Super Small Needle Can Now Deliver Drugs To Specific Brain Areas

A miniaturized cannula that uses a super small needle as thin as a human hair, can now directly deliver drugs to very specific brain regions. Developed by MIT researchers, this direct dosing approach allows doctors to send drugs to specific brain areas and reduce harmful side effects.

 

super small needle

Super Small Needle: Positive Brain Drug Treatments

Today, drug treatments for brain disorders can often have significant side effects as the drug spreads throughout the entire brain.

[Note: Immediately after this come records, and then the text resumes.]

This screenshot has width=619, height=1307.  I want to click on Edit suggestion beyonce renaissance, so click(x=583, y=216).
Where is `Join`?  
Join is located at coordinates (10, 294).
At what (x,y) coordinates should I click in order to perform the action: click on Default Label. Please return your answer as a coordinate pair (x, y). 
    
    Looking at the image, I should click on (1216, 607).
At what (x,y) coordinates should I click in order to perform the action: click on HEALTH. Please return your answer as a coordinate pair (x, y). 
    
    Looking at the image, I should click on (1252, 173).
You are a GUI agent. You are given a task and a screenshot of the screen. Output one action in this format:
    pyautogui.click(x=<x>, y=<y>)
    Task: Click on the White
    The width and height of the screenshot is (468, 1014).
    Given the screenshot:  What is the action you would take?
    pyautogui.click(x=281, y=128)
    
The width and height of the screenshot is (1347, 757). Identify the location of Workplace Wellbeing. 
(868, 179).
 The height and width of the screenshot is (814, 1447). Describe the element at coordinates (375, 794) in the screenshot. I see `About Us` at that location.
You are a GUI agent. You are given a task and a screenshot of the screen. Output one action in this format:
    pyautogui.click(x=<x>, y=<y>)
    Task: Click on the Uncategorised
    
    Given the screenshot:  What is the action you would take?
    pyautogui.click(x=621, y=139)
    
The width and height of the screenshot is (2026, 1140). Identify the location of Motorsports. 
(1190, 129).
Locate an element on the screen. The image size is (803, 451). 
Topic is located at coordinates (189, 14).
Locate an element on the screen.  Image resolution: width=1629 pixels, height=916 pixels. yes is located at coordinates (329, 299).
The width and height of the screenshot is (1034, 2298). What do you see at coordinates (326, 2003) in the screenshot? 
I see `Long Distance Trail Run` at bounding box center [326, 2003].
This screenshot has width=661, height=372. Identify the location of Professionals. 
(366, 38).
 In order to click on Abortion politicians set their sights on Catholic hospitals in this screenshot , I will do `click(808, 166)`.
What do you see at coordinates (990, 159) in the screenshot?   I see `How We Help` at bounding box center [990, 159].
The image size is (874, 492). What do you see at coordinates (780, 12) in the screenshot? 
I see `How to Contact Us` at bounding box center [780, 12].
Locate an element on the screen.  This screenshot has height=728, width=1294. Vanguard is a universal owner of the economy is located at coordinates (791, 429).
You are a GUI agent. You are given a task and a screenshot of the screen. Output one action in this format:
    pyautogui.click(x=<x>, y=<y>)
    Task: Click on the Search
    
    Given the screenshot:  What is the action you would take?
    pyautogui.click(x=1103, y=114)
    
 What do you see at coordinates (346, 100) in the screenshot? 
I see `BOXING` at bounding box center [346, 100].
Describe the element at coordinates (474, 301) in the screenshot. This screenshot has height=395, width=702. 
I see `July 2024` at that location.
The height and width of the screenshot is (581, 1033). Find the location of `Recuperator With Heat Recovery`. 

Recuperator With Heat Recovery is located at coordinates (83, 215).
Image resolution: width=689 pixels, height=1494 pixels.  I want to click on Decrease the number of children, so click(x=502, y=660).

Even if clinicians can identify a therapeutic molecule to treat neural disorders, there remains the big problem of how to directly deliver the drug without damaging nearby brain areas.

Drugs used to treat brain disorders often interact with brain chemicals called neurotransmitters or the cell receptors that interact with neurotransmitters. Examples include l-dopa, a dopamine precursor used to treat Parkinson’s disease, and Prozac, used to boost serotonin levels in patients with depression. However, these drugs can have side effects because they act throughout the brain.

One of the problems with central nervous system drugs is that they’re not specific, and if you’re taking them orally they go everywhere. The only way you can limit the exposure is to just deliver to a cubic millimeter of the brain, and in order to do that, you have to have extremely small cannulas

 

Super Small Needle: How It Works

The super small needle consists of a series of connected tubes with diameters of approximately 30 micrometers and lengths of up to 10 centimeters. The researchers used micro-fabrication techniques to connect and arrange the microtubes within a stainless-steel needle. This needle has a diameter of 150 microns, which is approximately the thickness of a human hair.

The team placed this drug cannula into specific brain regions in rats and delivered the exact drug dose to the affected areas. By connecting the device to a small remote-controlled pump that is implantable under the skin, the researchers could precisely control the dose delivered through the needle.

 

Super Small Needle: Test Results

In rats, the MIT crew delivered a drug to the targeted brain region, and changed the rats  motor function. When the the brain region was flushed with saline, the motor affects diminished. This shows that the treatment can be reversed.

Super small needles could have tremendous positive impact in treating brain diseases, and eliminate harmful drug side affects.